People gather facing law enforcement after marching through downtown Austin, Texas at the conclusion of the "No Kings Day" demonstration in the US, June 12, 2026.
Buoyed by popular resistance, South Korean parliamentarians impeached their president to prevent him from grabbing power through martial law. Grassroots aid efforts by Sudan’s emergency response rooms, Hong Kong’s fire relief, Sri Lanka’s cyclone relief community kitchens, and Ukrainian mutual aid and solidarity collectives represent the best of this trend.
In 2025, Gen Z protests against corruption, inadequate public services, and poor governance in Nepal, Indonesia, and Morocco brought to the forefront the need for governments to listen to their youth and tackle corruption and inequality. But as the difficulties of restoring rights in Bangladesh after years under an authoritarian government illustrates, gains won through public mobilization can easily be lost unless democratic participation and free expression remain unassailable.
People take part in a youth-led protest against corruption and calling for education and healthcare reforms, in Rabat, Morocco, June 12, 2026.
Demonstrators outside Nepal's Parliament during a protest in Kathmandu condemning social media prohibitions and corruption by the government, June 12, 2026.
In this more hostile world, civil society is more critical than ever. It’s also increasingly endangered, particularly in an environment where funding is scarce. In 2025, Human Rights Watch was labeled “undesirable” and banned from operating in Russia. For partners in Egypt, Hong Kong, and India, these tactics are all too familiar. Restrictions on civil society and protest have become more commonplace in Europe, including the UK and France. And now, for the first time, many worry about risks associated with their operational presence in the US, where the Open Society Foundations, a major donor, have already been threatened, and the administration is preparing a list of “domestic terrorists” under overbroad guidance that could be interpreted to include the work of many progressive groups.

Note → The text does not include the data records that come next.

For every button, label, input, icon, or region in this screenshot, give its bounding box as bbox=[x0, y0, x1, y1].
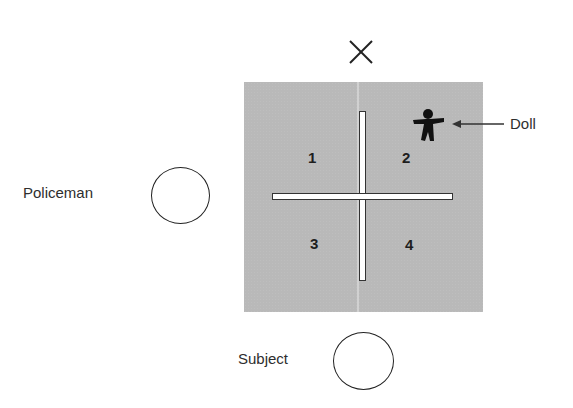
subject-label: Subject bbox=[238, 350, 288, 367]
quadrant-2-label: 2 bbox=[402, 149, 410, 166]
doll-label: Doll bbox=[510, 115, 536, 132]
quadrant-3-label: 3 bbox=[310, 235, 318, 252]
policeman-label: Policeman bbox=[23, 184, 93, 201]
policeman-circle-icon bbox=[151, 167, 210, 224]
quadrant-1-label: 1 bbox=[308, 149, 316, 166]
wall-intersection bbox=[360, 194, 365, 199]
doll-pointer-arrow-icon bbox=[452, 118, 504, 130]
subject-circle-icon bbox=[333, 332, 394, 390]
x-mark-icon bbox=[348, 39, 374, 65]
quadrant-4-label: 4 bbox=[405, 236, 413, 253]
doll-figure-icon bbox=[411, 108, 447, 144]
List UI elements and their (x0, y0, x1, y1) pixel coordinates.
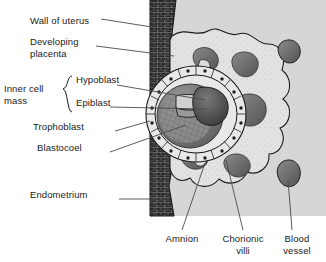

Breaking the authoritarian wave and standing up for human rights is a generational challenge. In 2026, it will play out most acutely in the US, with far-reaching consequences for the rest of the world. Fighting back will require a determined, strategic, and coordinated reaction from voters, civil society, multilateral institutions, and rights-respecting governments around the globe.
, Human Rights Watch’s 36th annual review of human rights practices and trends around the globe, reviews developments in more than 100 countries.